Monday, May. 05, 1941

Thunder on the Left

As Phase One of the Battle of the Mediterranean ended last week, most eyes turned toward the east end of the inland sea for the next action (see p. 28). But the Battle of the Mediterranean involves its whole shore line, and last week's reports from France and the countries of the western Mediterranean thundered on the left.

Conquered France today is a gigantic sounding board for the shout of rumor, the whisper of fact. Last week it reverberated to an intensified campaign for collaboration with Germany. To Paris to talk with the Germans went Marshal Petain's "heir," Admiral Jean Franc,ois Darlan, who then made a quick and mysterious trip to Beauvais (near which last year he met with Adolf Hitler) before going home to report to his aged chief.

To help along "collaboration" Vichy last week was invaded by a propaganda army from the Occupied Zone. For three days hatless, raincoated members of the pro-Nazi National Popular Assembly stayed in the new French capital breathing dire but incoherent threats until they were bounced out by the Garde Mobile. Since France already is so completely under Germany's thumb that an estimated 90% of her industrial production goes to the Third Reich, "collaboration" could mean only one thing--acquiescence to the passage of German troops to Spain and Africa, permitting Germany to use France's African colonies as military bases for a western Mediterranean campaign.
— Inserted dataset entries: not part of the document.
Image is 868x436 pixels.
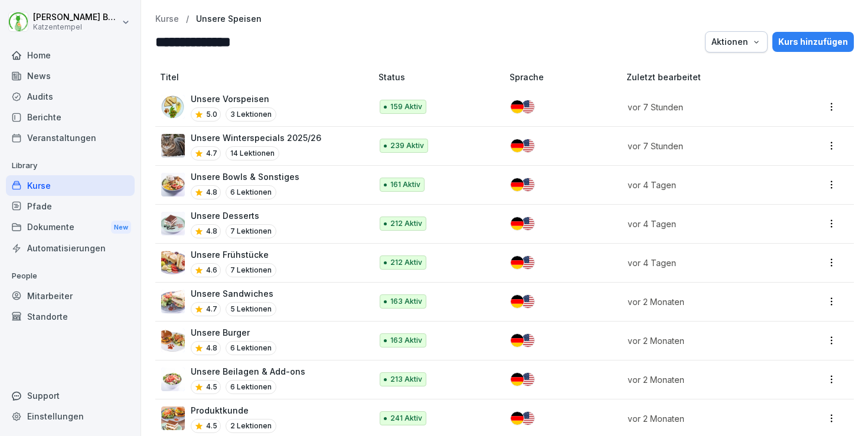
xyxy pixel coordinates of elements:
[6,386,135,406] div: Support
[206,265,217,276] p: 4.6
[6,175,135,196] div: Kurse
[6,127,135,148] a: Veranstaltungen
[628,101,782,113] p: vor 7 Stunden
[206,226,217,236] p: 4.8
[522,257,534,269] img: us.svg
[186,14,189,24] p: /
[378,71,506,83] p: Status
[161,173,185,196] img: ei04ryqe7fxjsz5spfhrf5na.png
[511,413,524,425] img: de.svg
[206,187,217,198] p: 4.8
[6,216,135,238] div: Dokumente
[33,23,119,31] p: Katzentempel
[390,296,422,307] p: 163 Aktiv
[6,45,135,65] a: Home
[712,35,761,49] div: Aktionen
[390,141,424,151] p: 239 Aktiv
[6,65,135,86] a: News
[226,263,277,278] p: 7 Lektionen
[190,93,277,105] p: Unsere Vorspeisen
[390,335,422,346] p: 163 Aktiv
[511,179,524,191] img: de.svg
[390,374,422,385] p: 213 Aktiv
[628,140,782,153] p: vor 7 Stunden
[190,132,321,144] p: Unsere Winterspecials 2025/26
[390,413,422,424] p: 241 Aktiv
[6,196,135,216] a: Pfade
[190,288,277,300] p: Unsere Sandwiches
[226,380,277,394] p: 6 Lektionen
[155,14,179,24] a: Kurse
[6,286,135,306] a: Mitarbeiter
[206,304,217,314] p: 4.7
[6,306,135,327] a: Standorte
[510,71,621,83] p: Sprache
[206,343,217,354] p: 4.8
[190,248,277,261] p: Unsere Frühstücke
[522,217,534,231] img: us.svg
[390,257,422,268] p: 212 Aktiv
[778,35,848,49] div: Kurs hinzufügen
[206,148,217,158] p: 4.7
[111,221,131,235] div: New
[196,14,262,24] a: Unsere Speisen
[6,267,135,286] p: People
[33,13,119,23] p: [PERSON_NAME] Benedix
[161,212,185,236] img: uk78nzme8od8c10kt62qgexg.png
[628,257,782,269] p: vor 4 Tagen
[772,32,854,52] button: Kurs hinzufügen
[161,329,185,352] img: dqougkkopz82o0ywp7u5488v.png
[628,335,782,347] p: vor 2 Monaten
[226,419,277,433] p: 2 Lektionen
[628,296,782,309] p: vor 2 Monaten
[511,335,524,347] img: de.svg
[522,373,534,387] img: us.svg
[390,219,422,229] p: 212 Aktiv
[628,374,782,387] p: vor 2 Monaten
[511,373,524,387] img: de.svg
[161,290,185,314] img: yi7xhwbxe3m4h1lezp14n586.png
[190,171,299,183] p: Unsere Bowls & Sonstiges
[6,86,135,106] a: Audits
[190,210,277,222] p: Unsere Desserts
[390,179,420,190] p: 161 Aktiv
[522,295,534,309] img: us.svg
[626,71,796,83] p: Zuletzt bearbeitet
[522,101,534,113] img: us.svg
[6,106,135,127] a: Berichte
[206,109,217,120] p: 5.0
[161,95,185,119] img: hk6n0y9qhh48bqa8yzt6q7ea.png
[705,31,767,53] button: Aktionen
[6,238,135,258] a: Automatisierungen
[190,366,305,378] p: Unsere Beilagen & Add-ons
[628,413,782,425] p: vor 2 Monaten
[6,216,135,238] a: DokumenteNew
[628,179,782,191] p: vor 4 Tagen
[161,134,185,158] img: mt6s7z2smeoqxj5xmfqodvlo.png
[226,107,277,122] p: 3 Lektionen
[511,257,524,269] img: de.svg
[522,139,534,153] img: us.svg
[6,157,135,175] p: Library
[522,413,534,425] img: us.svg
[161,368,185,392] img: mfxb536y0r59jvglhjdeznef.png
[6,406,135,427] a: Einstellungen
[390,101,422,112] p: 159 Aktiv
[161,407,185,430] img: ubrm3x2m0ajy8muzg063xjpe.png
[160,71,374,83] p: Titel
[161,251,185,274] img: xjb5akufvkicg26u72a6ikpa.png
[226,185,277,200] p: 6 Lektionen
[511,217,524,231] img: de.svg
[190,326,277,339] p: Unsere Burger
[628,218,782,231] p: vor 4 Tagen
[511,139,524,153] img: de.svg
There was much evidence that such a campaign was nearly ready. According to the British, General Weygand in Algeria had been forced to wink while German troops and supplies had passed through the colony on the way to the Libya front. In French Morocco, Nazis on the Armistice Commission had control of all gasoline supplies and airports, were building more landing fields and importing more Nazi technicians and "tourists" as fast as they could.

Propaganda-wise, the Nazis were getting in effective work by promising Moroccans that Germany would buy their surpluses of wheat, cattle and vegetables that France used to ignore. Helping spread the word were 25,000 native ex-soldiers who were released from Nazi prison camps after an intensive course of Hitler-talk.

For a Moroccan puppet, the Nazis were busy buttering up 63-year-old Moulay Abdelazis, ousted by the French in 1908, with promises of the Sultanate of a United Morocco that would include Tangier as well as French and Spanish Morocco. Germans in Tangier feted his nephew, Moulay-El-Hassan, the Caliph of Spanish Morocco. Backing up the Nazis was the potent ultra-nationalist Watan party, who want a unified Morocco.

Reports like these keyed all too well with word that the Germans were in virtual control of the International Zone of Tangier, that they were building airports in southern Spain within half an hour's flight of Gibraltar.

The threat of a Nazi Army moving through France and Spain to cork up Gibraltar and garrison northwest Africa was serious indeed to the British. If such a campaign succeeded, the British would practically have to abandon the western Mediterranean and Germany would have another base for the Battle of the Atlantic, as well as a steppingstone on the route to South America via Dakar.